I now know that loving myself is treating myself the way I would want anybody I love to treat themselves. That’s what it is. It’s treating myself… When I think to myself, ‘Man, I really wish my friend would just take a break. Like she needs a break.’ Like, ‘I wish that she would tell her husband that he needs to take the kids and she’s going away for a weekend and she just needs to do that.’

Acknowledging that you’re not treating yourself as you would want others to treat themselves is the first step. That’s the easy part. The next step is understanding why you’re not treating yourself the same way. For Ford that led to the realization that she had not been loved the way she deserved to be loved, the way she needed to be loved, as a child:

I could come up with all these reasons why everybody else deserved a break. Why they deserved love. Why they deserved a gift, a surprise. Why they deserved a compassion and for some reason, when it came to me, none of that stuff could be pointed my way. It wasn’t until somebody said to me, ‘Okay, well then what’s the best example you have of you being loved? Who’s loved you the best? What did they do? What did that feel like to have them love you?’

After some soul searching she understood that she still had some healing to do from her childhood. From the abuse she suffered at the hands of the people who should have protected her and the systems that oppressed her, her family and their community.

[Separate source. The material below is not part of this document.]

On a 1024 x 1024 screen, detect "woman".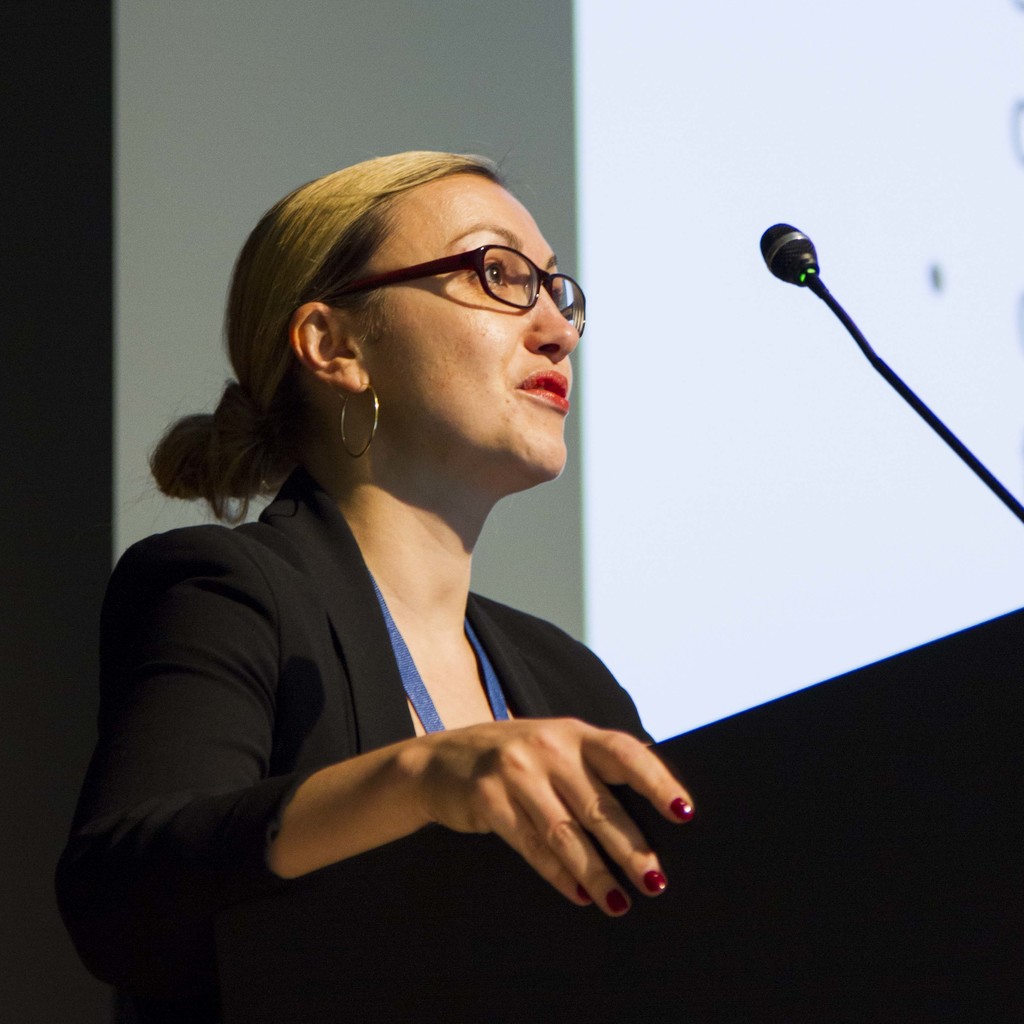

Ford realized that rather than being angry at others, she had turned that anger on herself. And she decided to stop being angry at herself, stop hating her younger self for things she could not control:

I was like, ‘You know what? F*ck that. I’m not doing the work of people who would harm me anymore. I’m not joining that club. I’m actually not on their side. Why am I doing their work?’ Now I just try to do the opposite.

What does the opposite look like? What does it sound like? For Ford she thinks of what she would tell others to do for themselves and then she does that for herself:

I just think about what would I tell a friend who had a long hard day who is in the middle of a depressive time? How would I ask her or encourage her to take care of herself? What questions would I ask her about what she needs to take care of herself? I just let myself be that friend to me.

One of the hosts of the podcast, Glennon Doyle, responded:

New golden rule. Treat yourself as you would have your friend treat herself. Give to yourself what you wish your friends would give to themselves. I love that so much.

These words felt like a punch to the heart. I realized that I was sending so much kindness outwards, naturally as part of who I am. As part of how I walk through the world. But I continued to be hard on myself.

I didn’t extend to myself the same kindness I did to others.

And I suspect you do too, Dear Reader.

We all need to stop doing that if we want to create a better world.

Because we can’t be the best versions of ourselves if we don’t love ourselves wholly and completely. If we don’t treat ourselves as we would advise a cherished friend to treat themselves.

I am fortunate not to have had a traumatic childhood like Ford. I was loved as a child and I’m grateful for that.

But I didn’t have self-love modeled for me. And I suspect many of you didn’t either.

Over the past few years I’ve realized how much better everything is when I love myself. It’s not been an easy journey. And it’s one that will continue for the rest of my life.

It has required a lot of what I call “soul work”.

But it’s worth it.

So worth it.

One thing I know for sure is that we could create a better world if we all abided more by this new Golden Rule: Do unto yourself as you would have others do unto themselves.

I know my world has already shifted and I hope yours does too.

For more on my work with young climate leaders find me here. For more on my work on global climate policy find me here.